Charles Darwin was a two-time college drop out whose father also assumed would inevitably fail. Charles. Darwin. I think things worked out for him.
Colonel Sanders began his life with a rough and tumultuous childhood. His success was built on failure after failure after failure. At the age of 65, nearly broke, he decided to go out to sell his franchised chicken business model to restaurants across the country. He was rejected by 1,009 restaurants before he finally found one agreeing to buy into his idea. The rest is finger-licking good history that proves it’s never too late to fight for success.
Then there’s one of my favorites: Dr. Seuss (also known as Theodor Seuss Geisel). His first manuscript, “And To Think I Saw it on Mulberrry Street,” was rejected 28 times before being picked up by random house. That’s 28 rejection letters. That’s not at all uncommon in the literary world, but when you think that it happened to the great Dr. Seuss, it’s quite a shocker.

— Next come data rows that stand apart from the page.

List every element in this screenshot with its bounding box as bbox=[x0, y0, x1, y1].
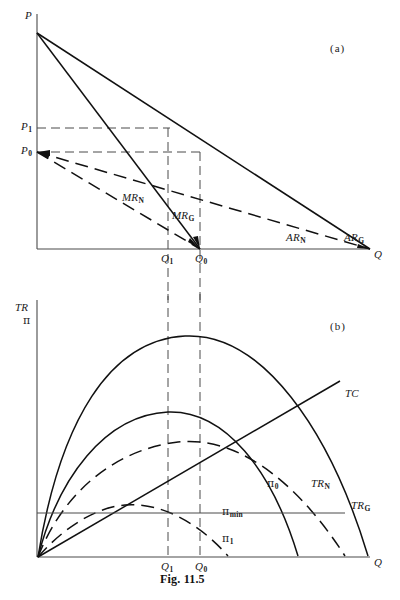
panel-a-q0-base: Q bbox=[195, 252, 203, 264]
curve-label-mrg: MRG bbox=[172, 210, 194, 221]
mrg-sub: G bbox=[189, 214, 195, 223]
trg-base: TR bbox=[351, 499, 364, 511]
mrn-base: MR bbox=[122, 191, 138, 203]
arg-sub: G bbox=[358, 236, 364, 245]
curve-label-pi0: π0 bbox=[267, 478, 278, 489]
figure-container: (a) P P1 P0 Q1 Q0 Q MRN MRG ARN ARG (b) … bbox=[0, 0, 400, 600]
p0-base: P bbox=[21, 144, 28, 156]
curve-label-trg: TRG bbox=[351, 500, 370, 511]
panel-b-q0-base: Q bbox=[195, 560, 203, 572]
trn-sub: N bbox=[325, 482, 331, 491]
mrg-base: MR bbox=[172, 209, 188, 221]
curve-label-mrn: MRN bbox=[122, 192, 144, 203]
pimin-base: π bbox=[222, 505, 229, 518]
panel-a-price-label-p0: P0 bbox=[21, 145, 32, 156]
panel-a-q1-sub: 1 bbox=[169, 257, 173, 266]
panel-a-tag: (a) bbox=[330, 42, 345, 54]
figure-drawing bbox=[0, 0, 400, 600]
p1-sub: 1 bbox=[28, 125, 32, 134]
panel-a-q0-sub: 0 bbox=[203, 257, 207, 266]
pi1-sub: 1 bbox=[230, 537, 234, 546]
curve-label-pi1: π1 bbox=[222, 533, 233, 544]
curve-label-arg: ARG bbox=[344, 232, 364, 243]
arn-base: AR bbox=[286, 231, 300, 243]
trg-sub: G bbox=[365, 504, 371, 513]
panel-b-quantity-label-q0: Q0 bbox=[195, 561, 207, 572]
curve-label-trn: TRN bbox=[311, 478, 330, 489]
curve-arn bbox=[37, 152, 370, 249]
pi0-sub: 0 bbox=[275, 482, 279, 491]
pi0-base: π bbox=[267, 477, 274, 490]
panel-a-x-axis-label: Q bbox=[374, 249, 382, 260]
panel-a-y-axis-label: P bbox=[25, 10, 32, 21]
arn-sub: N bbox=[300, 236, 306, 245]
curve-label-tc: TC bbox=[345, 388, 359, 399]
panel-b-q1-base: Q bbox=[161, 560, 169, 572]
pi1-base: π bbox=[222, 532, 229, 545]
panel-b-group bbox=[37, 294, 370, 557]
panel-b-x-axis-label: Q bbox=[374, 557, 382, 568]
curve-mrn bbox=[37, 152, 200, 249]
pimin-sub: min bbox=[230, 510, 243, 519]
panel-b-tag: (b) bbox=[330, 320, 346, 332]
p0-sub: 0 bbox=[28, 149, 32, 158]
mrn-sub: N bbox=[139, 196, 145, 205]
curve-label-arn: ARN bbox=[286, 232, 305, 243]
curve-trg bbox=[38, 336, 368, 557]
panel-b-y-axis-label-pi: π bbox=[23, 315, 30, 326]
panel-a-price-label-p1: P1 bbox=[21, 121, 32, 132]
panel-b-quantity-label-q1: Q1 bbox=[161, 561, 173, 572]
curve-tc bbox=[38, 381, 340, 557]
panel-a-quantity-label-q1: Q1 bbox=[161, 253, 173, 264]
figure-caption: Fig. 11.5 bbox=[160, 572, 205, 587]
curve-label-pimin: πmin bbox=[222, 506, 243, 517]
panel-b-y-axis-label-tr: TR bbox=[15, 302, 28, 313]
p1-base: P bbox=[21, 120, 28, 132]
trn-base: TR bbox=[311, 477, 324, 489]
curve-arg bbox=[37, 33, 370, 249]
panel-a-quantity-label-q0: Q0 bbox=[195, 253, 207, 264]
panel-a-q1-base: Q bbox=[161, 252, 169, 264]
arg-base: AR bbox=[344, 231, 358, 243]
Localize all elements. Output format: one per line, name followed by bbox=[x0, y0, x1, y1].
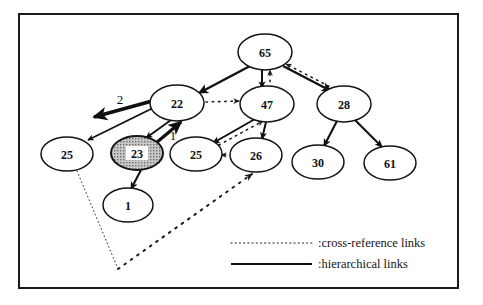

Anyone that’s rejected could either choose to believe their work is not good enough or they can choose to believe they’re working on the same road as Dr. Seuss. The president of Random House was quoted as as saying that the only true genius on his author’s list was Ted Geisel. By the time he passed in 1991, he’d sold over 600 millions copies of his timeless books.
Finally and most appropriately, there’s Abraham Lincoln; our 16th and undeniably our most beloved president (along with Reagan of course). The path to his political career was paved with losses -- in the legislature, in the commission, in the senate -- until he finally won the highest position in the land and, in so doing, abolished slavery. While his presidency was not an easy one, his leadership got our country through the Civil War and it was during his presidency that talks to purchase Alaska from Russia were in the works.
Perhaps these mountains - massive, indestructible masterpieces are what they are because they were born from destruction and a ‘failure’ in a fault line. Every success story has within it elements of failure because in that failure are the lessons, in that failure is the strengthening of the muscles required to succeed and in the seeming destruction of the failure are all the ingredients necessary for success.
“The struggle for success is success itself.” Jorge A. Garcia, Sr.